Life would be dreary without art, Liechty said, and the opportunity to express herself through her work at IU has helped her deal with life’s changes.

“Art is just, it’s more than just an expression of yourself,” Liechty said. “It’s a way to understand what you’re feeling because, at times, I’m working on a project, and it’s more than just completion. It’s understanding the emotion or things I was going through.”

Liz Scofield, an MFA student in the Digital Art program, also looked within herself for her latest project. The title of her exhibit is “Making Myself, Selling Myself, Playing With Myself” and is split into three parts: an action figure, a commercial and a short film.

Scofield said she started out by doing five full-body scans to create figurines of herself, then used those figurines to craft a commercial and film a melodrama, both of which will play on loop in the show. The theme is Scofield’s body as a commodity.

“I’ve been using my own identity and body and experience to sort of interrogate social systems and systems of power that reinforce, build constructions, punish deviances and sort of normalize identities and normalize behavior,” ?Scofield said.

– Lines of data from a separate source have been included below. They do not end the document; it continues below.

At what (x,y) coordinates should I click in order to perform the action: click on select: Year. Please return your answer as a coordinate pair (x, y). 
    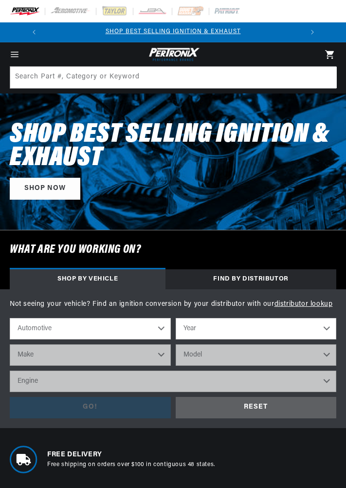
    Looking at the image, I should click on (256, 328).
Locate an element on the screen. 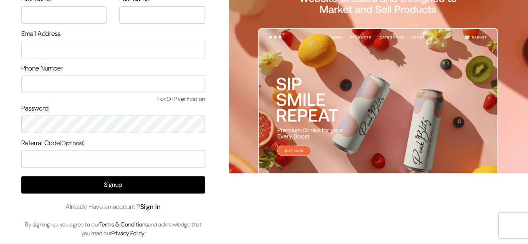 This screenshot has width=528, height=244. p: By signing up, you agree to our and acknowledge that you read our . is located at coordinates (113, 229).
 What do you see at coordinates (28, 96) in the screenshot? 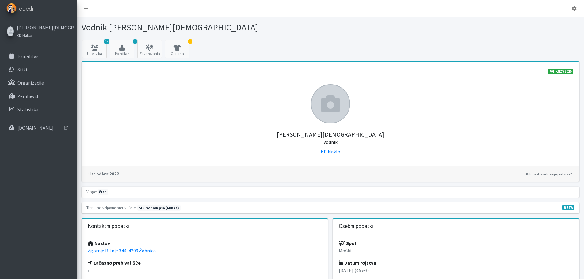
I see `p: Zemljevid` at bounding box center [28, 96].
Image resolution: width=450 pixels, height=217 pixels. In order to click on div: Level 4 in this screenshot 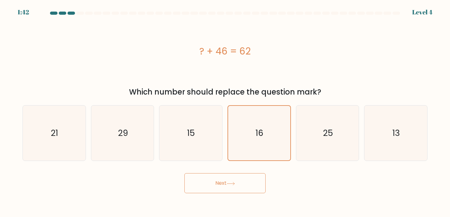, I will do `click(422, 12)`.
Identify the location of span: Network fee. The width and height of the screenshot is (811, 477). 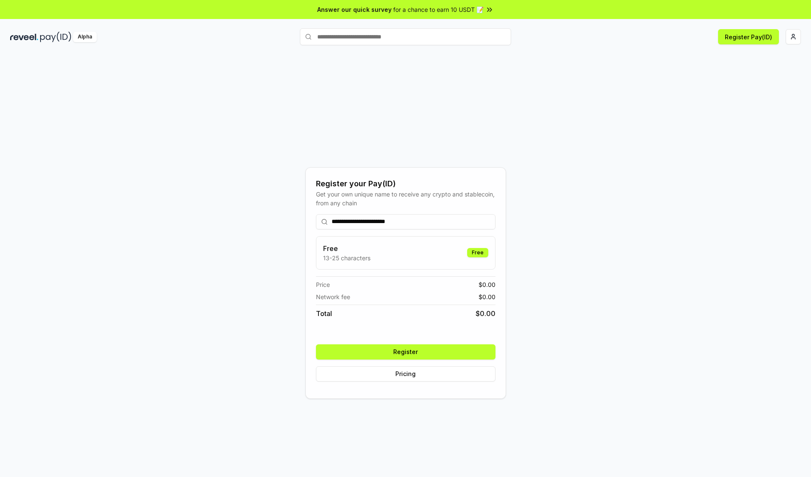
(333, 297).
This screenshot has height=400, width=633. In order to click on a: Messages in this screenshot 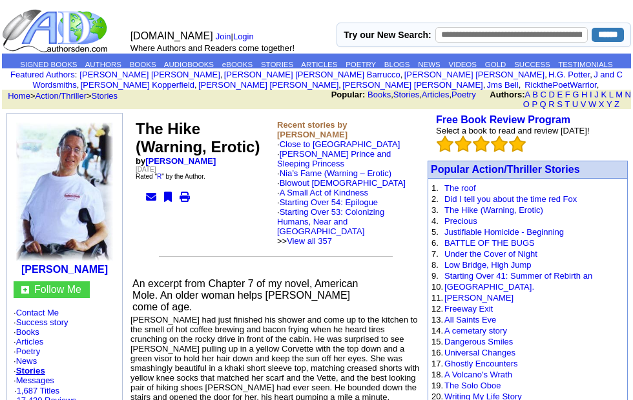, I will do `click(35, 380)`.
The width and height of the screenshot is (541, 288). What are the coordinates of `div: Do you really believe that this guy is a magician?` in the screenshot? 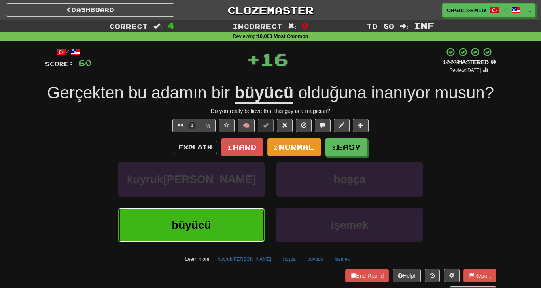 It's located at (270, 111).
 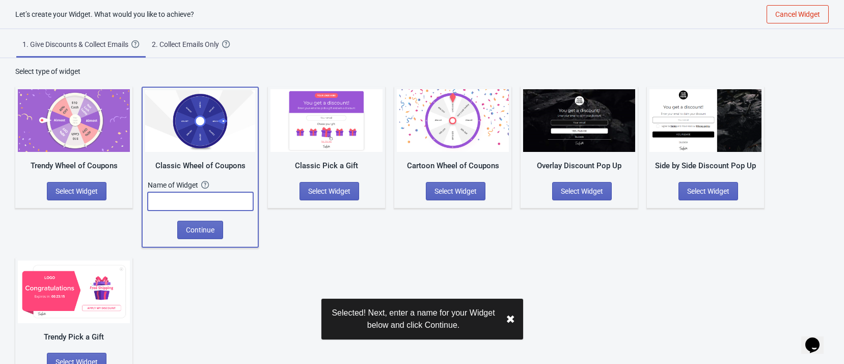 What do you see at coordinates (579, 120) in the screenshot?
I see `img: full_screen_popup.jpg` at bounding box center [579, 120].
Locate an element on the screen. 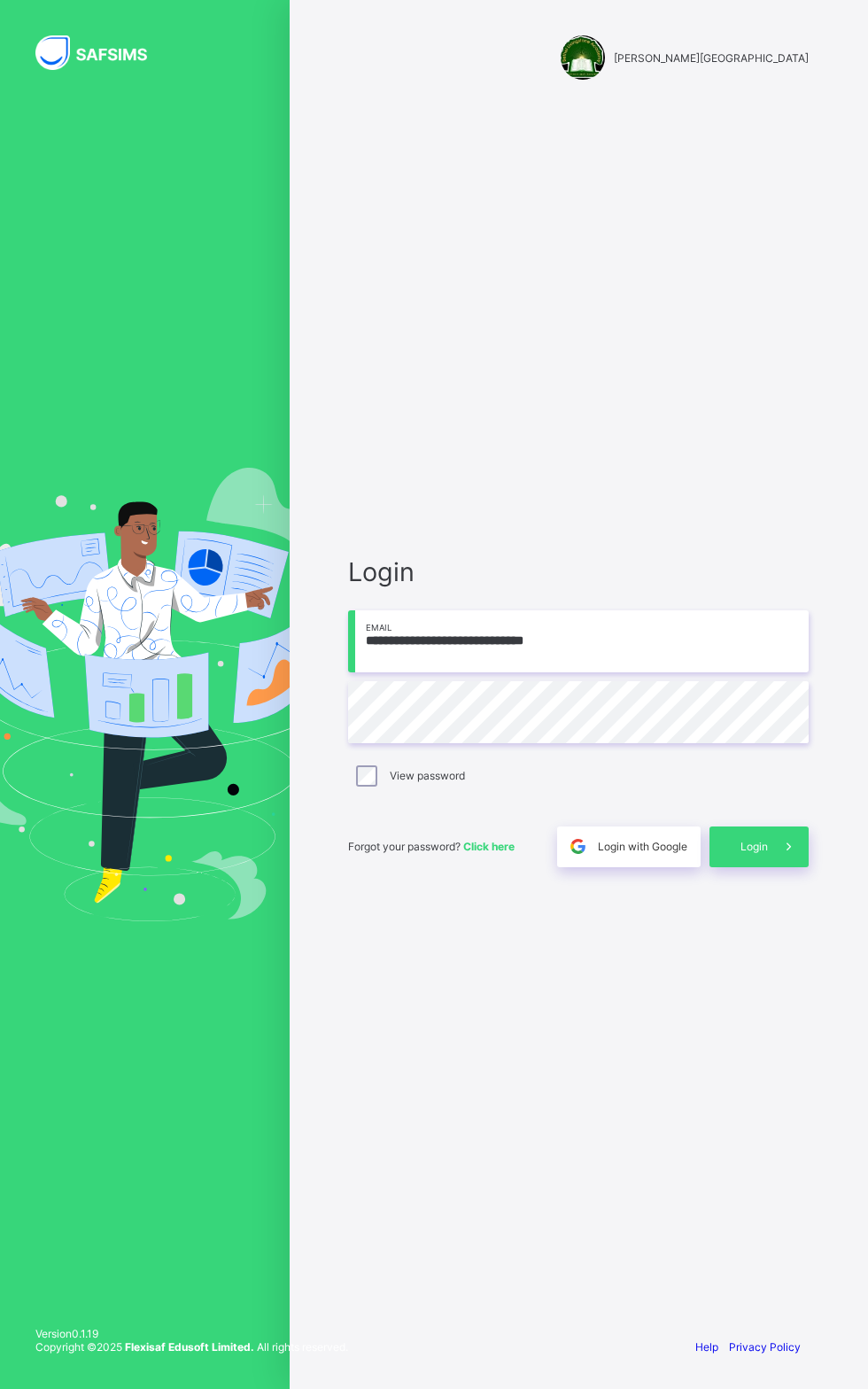  span: Forgot your password? is located at coordinates (432, 845).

Scofield said using her body as a commodity works to fight stereotypes, and she hopes to communicate how influential her identity has been in her artistic ?perspective.

“I’ve always been interested in identity and gender and queerness, using my own queer identity and trans identity as the material to ask these political and social questions to push back against the systems that punish against deviance,” Scofield said.

Some of the work focuses less on personal identification and more on revitalization of a landscape. Aric Verrastro, MFA Metalsmithing and Jewelry, looked into what he calls the “renaissance” of his home in ?Buffalo, N.Y.

Verrastro said when he went home last summer he realized some of the architectural staples of the town gained new purpose with the help of funding from the city. In order to commemorate this change, Verrastro said he refocused his artistic perspective.

“When I first came here, all my work was about gender equality and human rights,” Verrastro said. “It’s making work that was large-scale and that supported that idea and, again, soft, approachable forms, but now it’s shifted to this, because of seeing how Buffalo’s in its renaissance.”

Verrastro also changed up his material preferences for this body of work, transitioning from fabrics to metals and driftwood from Lake Erie. He added, however, that his work still maintains a softer quality.

“All the pieces have lots of colorful stitches on them, and it’s like me metaphorically stitching the past, present and future together,” Verrastro said. “Each piece becomes like a section of a quilt, and each section of the quilt is this specific story.”

More traditional works include the paintings of Benjamin Timpson, who returned for an MFA degree after 10 years away from the art scene.

Timpson’s work focuses on human nature as well as the constant struggle to strive for the best.

“We’re all human, we all make mistakes, we all make choices,” Timpson said. “Choices affect our life. There’s a duality in everybody, no one has the ?answer.”

Art is more than just what exists on the surface, Timpson said, but meaning must be made within the patron or artist themselves.

“I believe art should be aesthetically pleasing as well as content-driven,” Timpson said. “If they can take away ‘Wow, that’s a beautiful painting,’ that’s fine. If they want to be changed by it, only they can change ?themselves.”